Credit Suisse Group AG said it suspended a group of private investment funds that contain $10 billion in assets from SoftBank Group Corp. -backed specialty-finance company Greensill Capital.
The Swiss bank’s asset-management arm said it would stop allowing investors to buy into or sell out of the Greensill funds immediately. Credit Suisse manages four private investment funds that rely exclusively on debt-like securities created by Greensill.
The bank said a part of the funds is “currently subject to considerable uncertainties with respect to their accurate valuation.” The Wall Street Journal reported Sunday that the bank was concerned about Greensill’s exposure to a single client, U.K.-based steel magnate Sanjeev Gupta, according to people familiar with the matter.
U.K.-based Greensill is the brainchild of former Citigroup Inc. and Morgan Stanley financier Lex Greensill. Founded in 2011, Greensill specializes in an area known as supply-chain finance, a form of short-term cash advance that lets companies stretch out the time they have to pay their bills.
Its main financial backer is Japanese tech conglomerate SoftBank and it counts former U.K. Prime Minister David Cameron as an adviser. Greensill owns a bank in Germany and does deals that are closer to traditional merchant banking services, such as lending to large investment projects.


Your assignment:
Comb the records below for the string "comes" and copy each line where it turns up.

Data extract:
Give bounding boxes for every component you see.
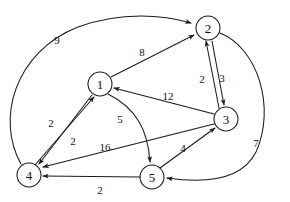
edge-weight-5-to-4: 2 [97,184,103,196]
node-label-1: 1 [97,77,104,92]
edge-weight-3-to-1: 12 [163,90,174,102]
graph-node-2[interactable]: 2 [196,16,220,40]
edge-weight-2-to-3: 3 [219,72,225,84]
node-label-2: 2 [205,21,212,36]
node-label-5: 5 [149,170,156,185]
graph-node-5[interactable]: 5 [140,165,164,189]
graph-edge-1-to-5 [108,94,150,162]
graph-edge-3-to-2 [206,41,219,108]
graph-node-4[interactable]: 4 [17,163,41,187]
edge-weight-2-to-5: 7 [253,137,259,149]
edge-weight-1-to-5: 5 [117,113,123,125]
edge-weight-1-to-4: 2 [48,117,54,129]
edges-layer [10,16,264,180]
edge-weight-4-to-1: 2 [70,135,76,147]
graph-diagram: 98231222516427 12345 [0,0,290,202]
edge-weight-3-to-2: 2 [199,73,205,85]
graph-edge-4-to-1 [35,97,94,165]
graph-edge-5-to-4 [43,176,140,177]
graph-edge-1-to-2 [111,35,194,77]
graph-node-1[interactable]: 1 [88,72,112,96]
graph-canvas-svg: 98231222516427 12345 [0,0,290,202]
edge-weight-4-to-2: 9 [54,34,60,46]
edge-weight-1-to-2: 8 [139,46,145,58]
edge-weight-5-to-3: 4 [180,142,186,154]
node-label-4: 4 [26,168,33,183]
edge-weight-3-to-4: 16 [100,141,112,153]
graph-edge-3-to-4 [43,124,214,167]
graph-edge-5-to-3 [160,128,215,168]
node-label-3: 3 [223,112,230,127]
graph-node-3[interactable]: 3 [214,107,238,131]
graph-edge-2-to-5 [167,33,264,180]
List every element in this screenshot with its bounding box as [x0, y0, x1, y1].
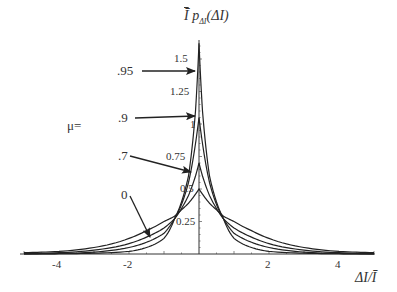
title-sub: ΔI	[199, 17, 206, 26]
series-label-09: .9	[118, 110, 128, 126]
y-tick-label-0.75: 0.75	[166, 150, 185, 162]
y-tick-label-1.5: 1.5	[174, 52, 188, 64]
series-label-095: .95	[117, 63, 133, 79]
mu-prefix-label: μ=	[67, 118, 81, 134]
x-tick-label--4: -4	[52, 258, 61, 270]
series-label-07: .7	[118, 148, 128, 164]
title-ibar: Ī	[184, 8, 189, 23]
y-tick-label-1.25: 1.25	[170, 85, 189, 97]
y-tick-label-1: 1	[190, 118, 196, 130]
y-tick-label-0.25: 0.25	[176, 215, 195, 227]
arrow-0	[130, 196, 150, 237]
chart-plot	[0, 0, 397, 292]
x-axis-label: ΔI/Ī	[355, 270, 376, 286]
series-label-0: 0	[121, 187, 128, 203]
x-tick-label-4: 4	[335, 258, 341, 270]
x-tick-label-2: 2	[265, 258, 271, 270]
y-tick-label-0.5: 0.5	[180, 182, 194, 194]
x-tick-label--2: -2	[123, 258, 132, 270]
title-arg: (ΔI)	[207, 8, 229, 23]
y-axis-title: Ī pΔI(ΔI)	[184, 8, 229, 26]
arrow-09	[135, 116, 195, 118]
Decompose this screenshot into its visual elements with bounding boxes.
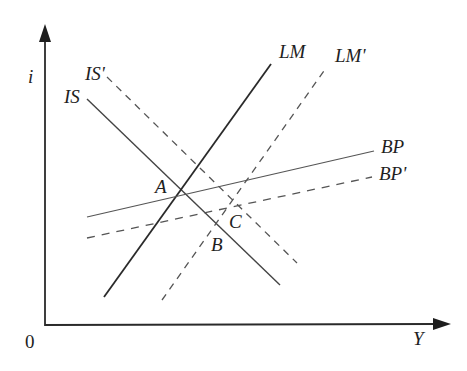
- is-lm-bp-diagram: i Y 0 IS IS' LM LM' BP BP' A B C: [0, 0, 467, 371]
- bp-curve: [87, 151, 374, 217]
- point-b-label: B: [211, 234, 223, 255]
- is-prime-curve: [107, 77, 297, 263]
- point-a-label: A: [153, 176, 167, 197]
- point-c-label: C: [229, 211, 242, 232]
- y-axis-arrow-icon: [39, 24, 51, 42]
- is-prime-label: IS': [84, 63, 106, 84]
- x-axis-arrow-icon: [433, 318, 451, 330]
- lm-prime-label: LM': [334, 45, 366, 66]
- origin-label: 0: [25, 331, 35, 352]
- is-curve: [87, 99, 280, 285]
- bp-label: BP: [381, 136, 405, 157]
- is-label: IS: [63, 86, 80, 107]
- bp-prime-label: BP': [379, 163, 407, 184]
- y-axis-label: i: [28, 66, 33, 87]
- x-axis: [45, 324, 435, 325]
- x-axis-label: Y: [413, 328, 426, 349]
- lm-label: LM: [278, 41, 307, 62]
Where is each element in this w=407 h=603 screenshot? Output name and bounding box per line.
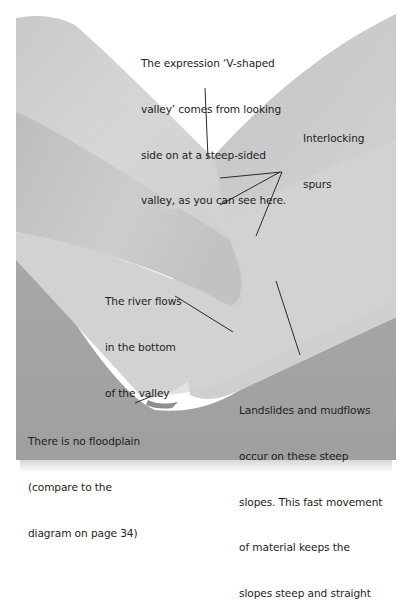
annotation-line: diagram on page 34) bbox=[28, 526, 140, 541]
annotation-line: valley’ comes from looking bbox=[141, 102, 286, 117]
annotation-line: of material keeps the bbox=[239, 540, 382, 555]
annotation-line: in the bottom bbox=[105, 340, 182, 355]
annotation-line: Interlocking bbox=[303, 131, 364, 146]
annotation-line: valley, as you can see here. bbox=[141, 193, 286, 208]
annotation-line: There is no floodplain bbox=[28, 434, 140, 449]
annotation-interlocking-spurs: Interlocking spurs bbox=[303, 101, 364, 223]
annotation-line: (compare to the bbox=[28, 480, 140, 495]
annotation-line: slopes steep and straight bbox=[239, 586, 382, 601]
annotation-steep-slopes: Landslides and mudflows occur on these s… bbox=[239, 373, 382, 603]
annotation-line: of the valley bbox=[105, 386, 182, 401]
annotation-line: occur on these steep bbox=[239, 449, 382, 464]
annotation-floodplain: There is no floodplain (compare to the d… bbox=[28, 404, 140, 571]
annotation-line: The river flows bbox=[105, 294, 182, 309]
annotation-line: The expression ‘V-shaped bbox=[141, 56, 286, 71]
annotation-line: spurs bbox=[303, 177, 364, 192]
annotation-line: Landslides and mudflows bbox=[239, 403, 382, 418]
annotation-line: side on at a steep-sided bbox=[141, 148, 286, 163]
annotation-v-shaped: The expression ‘V-shaped valley’ comes f… bbox=[141, 26, 286, 239]
annotation-line: slopes. This fast movement bbox=[239, 495, 382, 510]
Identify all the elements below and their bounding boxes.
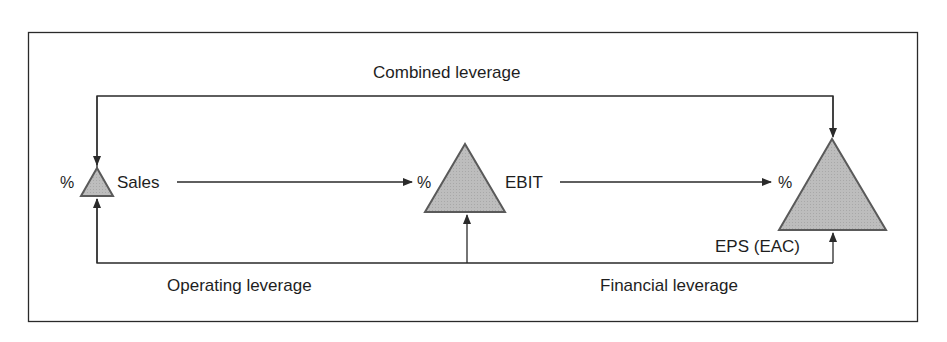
ebit-triangle-icon bbox=[425, 144, 505, 212]
eps-triangle-icon bbox=[779, 139, 886, 230]
sales-label: Sales bbox=[117, 174, 160, 191]
financial-leverage-label: Financial leverage bbox=[600, 277, 738, 294]
operating-leverage-label: Operating leverage bbox=[167, 277, 312, 294]
leverage-diagram: Combined leverage % Sales % EBIT % EPS (… bbox=[0, 0, 947, 342]
sales-percent: % bbox=[60, 175, 74, 191]
eps-label: EPS (EAC) bbox=[715, 238, 800, 255]
ebit-label: EBIT bbox=[505, 174, 543, 191]
eps-percent: % bbox=[778, 175, 792, 191]
diagram-canvas bbox=[0, 0, 947, 342]
combined-leverage-label: Combined leverage bbox=[373, 64, 520, 81]
sales-triangle-icon bbox=[81, 168, 113, 196]
ebit-percent: % bbox=[417, 175, 431, 191]
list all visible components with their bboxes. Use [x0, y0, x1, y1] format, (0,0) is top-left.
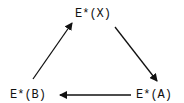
- arrow-x-to-a: [115, 27, 157, 81]
- node-e-star-x: E*(X): [75, 7, 111, 21]
- arrow-b-to-x: [33, 23, 72, 79]
- node-e-star-a: E*(A): [136, 88, 172, 102]
- node-e-star-b: E*(B): [10, 88, 46, 102]
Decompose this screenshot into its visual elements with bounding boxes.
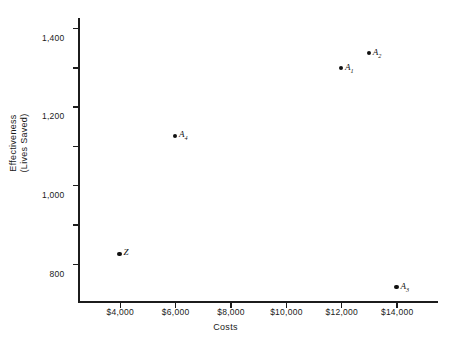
marker-A1 — [339, 66, 343, 70]
y-tick-600: 600 — [73, 185, 80, 186]
marker-Z — [117, 252, 121, 256]
y-tick-1400: 1,400 — [73, 28, 80, 29]
point-label-sub-A1: 1 — [351, 66, 354, 73]
point-label-A3: A3 — [400, 281, 409, 293]
x-tick-14000: $14,000 — [396, 301, 397, 308]
point-label-A4: A4 — [179, 129, 188, 141]
y-tick-400: 400 — [73, 224, 80, 225]
point-label-base-Z: Z — [124, 247, 129, 257]
x-tick-label-12000: $12,000 — [326, 307, 358, 317]
y-tick-1200: 1,200 — [73, 67, 80, 68]
x-axis-title: Costs — [0, 322, 451, 332]
y-axis-title-text: Effectiveness (Lives Saved) — [8, 113, 30, 172]
y-tick-label-800: 800 — [50, 269, 65, 279]
x-tick-label-4000: $4,000 — [106, 307, 134, 317]
scatter-chart: Effectiveness (Lives Saved) 200400600800… — [0, 0, 451, 345]
point-label-A1: A1 — [345, 62, 354, 74]
marker-A4 — [173, 134, 177, 138]
point-label-sub-A3: 3 — [406, 286, 409, 293]
x-tick-12000: $12,000 — [341, 301, 342, 308]
point-label-sub-A4: 4 — [184, 134, 187, 141]
point-label-Z: Z — [124, 247, 129, 257]
y-axis-title: Effectiveness (Lives Saved) — [8, 0, 30, 285]
plot-area: 2004006008001,0001,2001,400 $4,000$6,000… — [78, 18, 438, 303]
x-tick-4000: $4,000 — [120, 301, 121, 308]
x-tick-label-10000: $10,000 — [270, 307, 302, 317]
y-tick-label-1200: 1,200 — [42, 111, 65, 121]
y-axis-title-line1: Effectiveness — [8, 114, 18, 171]
y-tick-800: 800 — [73, 146, 80, 147]
x-tick-label-8000: $8,000 — [217, 307, 245, 317]
y-axis-line — [78, 18, 80, 303]
x-tick-label-14000: $14,000 — [381, 307, 413, 317]
x-tick-8000: $8,000 — [230, 301, 231, 308]
y-axis-title-line2: (Lives Saved) — [19, 113, 29, 172]
point-label-sub-A2: 2 — [378, 52, 381, 59]
y-tick-label-1400: 1,400 — [42, 33, 65, 43]
marker-A3 — [394, 285, 398, 289]
point-label-A2: A2 — [373, 47, 382, 59]
x-tick-6000: $6,000 — [175, 301, 176, 308]
y-tick-200: 200 — [73, 264, 80, 265]
marker-A2 — [367, 51, 371, 55]
y-tick-label-1000: 1,000 — [42, 190, 65, 200]
y-tick-1000: 1,000 — [73, 106, 80, 107]
x-axis-line — [78, 301, 438, 303]
x-tick-label-6000: $6,000 — [162, 307, 190, 317]
x-tick-10000: $10,000 — [286, 301, 287, 308]
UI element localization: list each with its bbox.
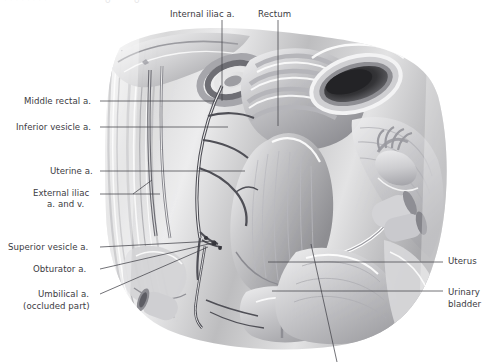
label-uterus: Uterus <box>448 256 477 267</box>
caption-fragment-mid-a: o <box>105 0 111 5</box>
label-inferior-vesicle-artery: Inferior vesicle a. <box>16 122 91 133</box>
label-urinary-bladder-line2: bladder <box>448 299 481 310</box>
label-obturator-artery: Obturator a. <box>33 264 86 275</box>
label-superior-vesicle-artery: Superior vesicle a. <box>8 242 88 253</box>
label-external-iliac-vessels-line1: External iliac <box>33 188 89 199</box>
label-middle-rectal-artery: Middle rectal a. <box>24 96 91 107</box>
caption-fragment-mid-b: o <box>134 0 140 5</box>
label-uterine-artery: Uterine a. <box>50 166 93 177</box>
label-rectum: Rectum <box>258 9 291 20</box>
label-internal-iliac-artery: Internal iliac a. <box>170 9 235 20</box>
label-umbilical-artery-line2: (occluded part) <box>23 301 90 312</box>
label-urinary-bladder-line1: Urinary <box>448 287 480 298</box>
cut-off-caption-strip: · · · · · · · · o o <box>0 0 493 7</box>
label-umbilical-artery-line1: Umbilical a. <box>38 289 89 300</box>
label-external-iliac-vessels-line2: a. and v. <box>47 199 84 210</box>
anatomy-figure: · · · · · · · · o o Internal iliac a. Re… <box>0 0 493 362</box>
caption-fragment-left: · · · · · · · · <box>4 0 47 5</box>
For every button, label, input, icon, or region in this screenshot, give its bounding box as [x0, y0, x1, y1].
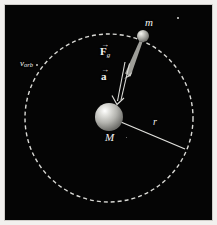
- radius-label: r: [153, 117, 157, 127]
- acceleration-vector-label: →a: [101, 68, 109, 82]
- velocity-marker-dot: [36, 64, 38, 66]
- force-vector-overbar: →: [100, 43, 110, 47]
- acceleration-vector-overbar: →: [101, 68, 109, 72]
- force-vector-label: →Fg: [100, 43, 110, 59]
- orbiting-mass-label: m: [145, 17, 153, 28]
- acceleration-vector-arrow: [112, 62, 130, 105]
- orbit-diagram-figure: m M r vorb →Fg →a: [0, 0, 217, 225]
- force-subscript: g: [107, 51, 111, 59]
- orbital-velocity-subscript: orb: [24, 61, 33, 68]
- central-mass-sphere: [95, 103, 123, 131]
- central-mass-label: M: [105, 132, 114, 143]
- diagram-frame: m M r vorb →Fg →a: [4, 4, 213, 221]
- diagram-scene: m M r vorb →Fg →a: [5, 5, 212, 220]
- diagram-svg: [5, 5, 212, 220]
- orbiting-mass-sphere: [137, 30, 149, 42]
- orbital-velocity-label: vorb: [20, 59, 33, 69]
- star-speck: [177, 17, 179, 19]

Solution to this task:
annotation-line: valley’ comes from looking bbox=[141, 102, 286, 117]
annotation-v-shaped: The expression ‘V-shaped valley’ comes f… bbox=[141, 26, 286, 239]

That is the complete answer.